The International Day of the Disappeared, August 30th, has been made to draw attention to the fate of people held under poor circumstances unknown to their relatives and legal representatives which greatly violates international laws created to protect people’s dignity and rights. On this day, dozens of abductees’ mothers are still struggling to learn the fates and whereabouts of their forcibly hidden sons.
According to Abductees’ Mothers Association’s latest figures, there are 721 forcibly hidden abductees around the areas under Houthis control, 30 others in Aden’s detention centers controlled by UAE-supported armed groups. Furthermore, Abductees’ Mothers Association continues to receive reports from different enforced disappearance victims’ families on a regular basis.

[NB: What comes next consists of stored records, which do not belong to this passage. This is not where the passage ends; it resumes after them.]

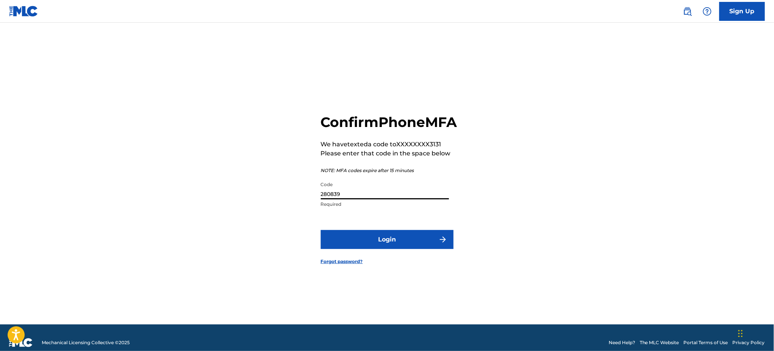 This screenshot has height=351, width=774. What do you see at coordinates (749, 343) in the screenshot?
I see `a: Privacy Policy` at bounding box center [749, 343].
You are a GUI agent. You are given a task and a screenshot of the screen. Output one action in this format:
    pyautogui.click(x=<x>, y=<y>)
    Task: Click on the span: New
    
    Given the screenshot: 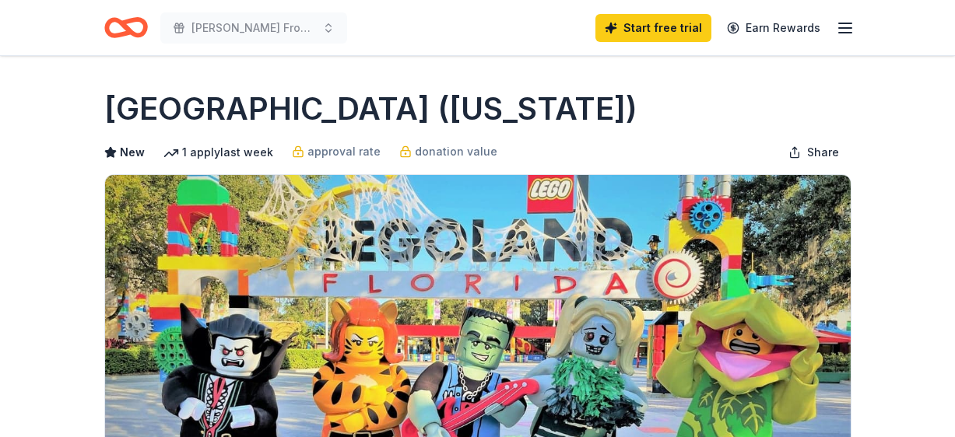 What is the action you would take?
    pyautogui.click(x=132, y=153)
    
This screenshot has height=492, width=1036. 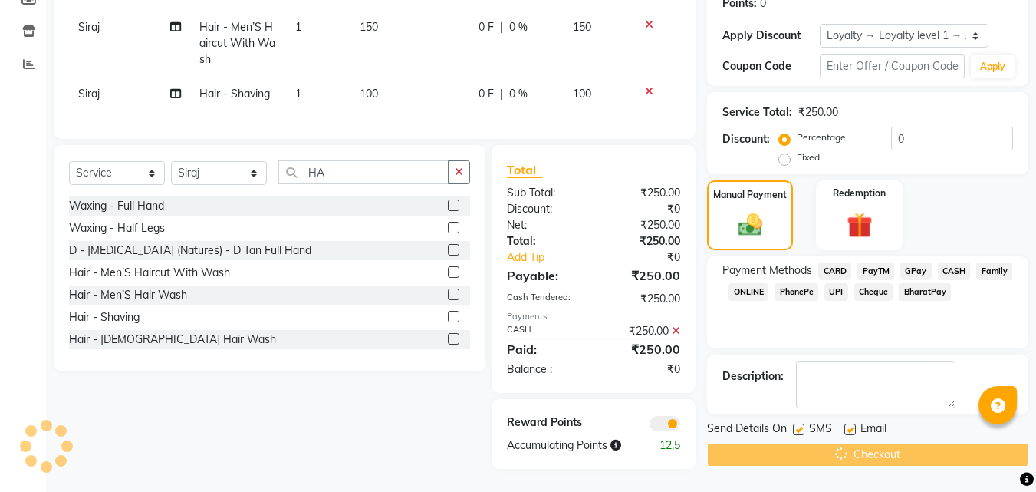 What do you see at coordinates (753, 376) in the screenshot?
I see `div: Description:` at bounding box center [753, 376].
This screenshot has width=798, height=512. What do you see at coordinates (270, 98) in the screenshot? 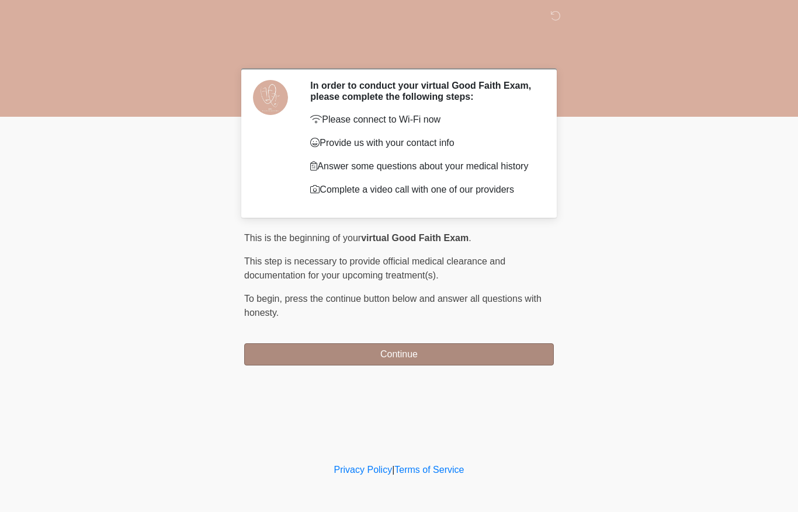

Enforced disappearance crime, whether it is for days, months, or years, is a crime against humanity itself. Time has shown the grave danger of this crime as it is used as a malicious cover for murdering abductees as 90% of the abductees who were tortured to death had been forcibly hidden. The victims’ dead bodies were handed over to their devastatingly grieving families, who had not seen them alive since the abductions, only to bury them.

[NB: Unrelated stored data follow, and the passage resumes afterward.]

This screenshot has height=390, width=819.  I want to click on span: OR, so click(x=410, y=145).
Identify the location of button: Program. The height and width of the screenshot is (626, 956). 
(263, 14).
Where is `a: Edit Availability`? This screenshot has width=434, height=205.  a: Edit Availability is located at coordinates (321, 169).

Enforced disappearance numbers have spiked up in armed conflict areas. In Al-Hudaydah, there are 142 forcibly hidden abductees, lots of them had been transferred, without notifying their families, to secret unknown locations. In Taiz, there are 185 forcibly hidden abductees. A significant number of them have been used as human shields for different periods of time causing mothers’ hearts and souls to shatter not knowing if they are alive or not.
Dozens of our abducted civilian sons have been forcibly hidden under claims of prisoners exchange deals carried out for Houthi war prisoners. They had been transferred and disappeared for around six months where abductees and their families were extorted, psychologically and financially, and put under immense pressure.

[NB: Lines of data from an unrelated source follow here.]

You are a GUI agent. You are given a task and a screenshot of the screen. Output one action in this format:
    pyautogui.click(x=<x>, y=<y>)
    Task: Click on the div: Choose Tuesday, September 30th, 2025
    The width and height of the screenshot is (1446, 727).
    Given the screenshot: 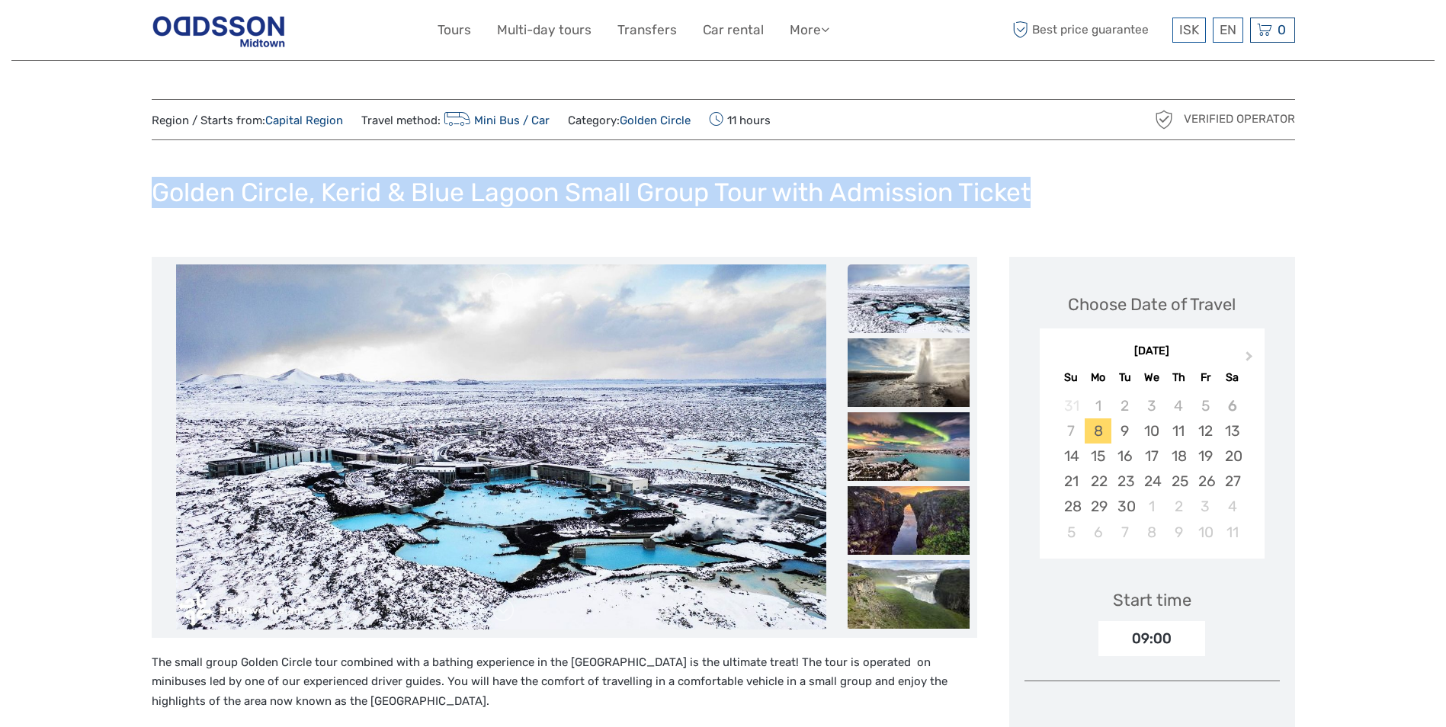 What is the action you would take?
    pyautogui.click(x=1125, y=506)
    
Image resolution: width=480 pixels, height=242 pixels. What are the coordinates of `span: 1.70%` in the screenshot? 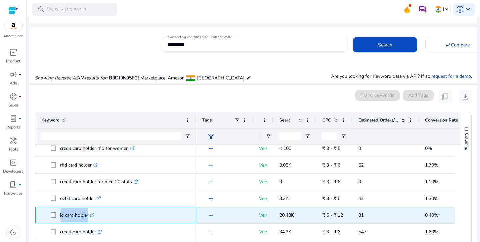 It's located at (431, 165).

Our enforced disappeared abductees are not merely numbers in a news report. Their suffering is the misery of their mothers, fathers, siblings, and friends. Their children go through the trauma of losing their fathers which leads to different types of psychological instabilities such as anxiety, stress, and depression, resulting in long-term troubled futures and dreams.
Abductees’ Mothers Association, with the upcoming meeting of Human Rights Council and the UN sponsored peace talks, as well as the commitments made by Houthis and Yemeni government to start confidence building measures by releasing abductees, innocent detainees, and forcibly hidden individuals, demands that:
- Fate of forcibly disappeared abductees be disclosed, and measures be taken to release them immediately and unconditionally, not as a part of any political or military bargains.
- Forcibly abducted individuals be given their natural and humanitarian rights and have their safety ensured.
- Necessary steps be taken to stop enforced disappearance and to hold perpetrators accountable in courts.
- Support and aid be provided to the families of the forcibly disappeared.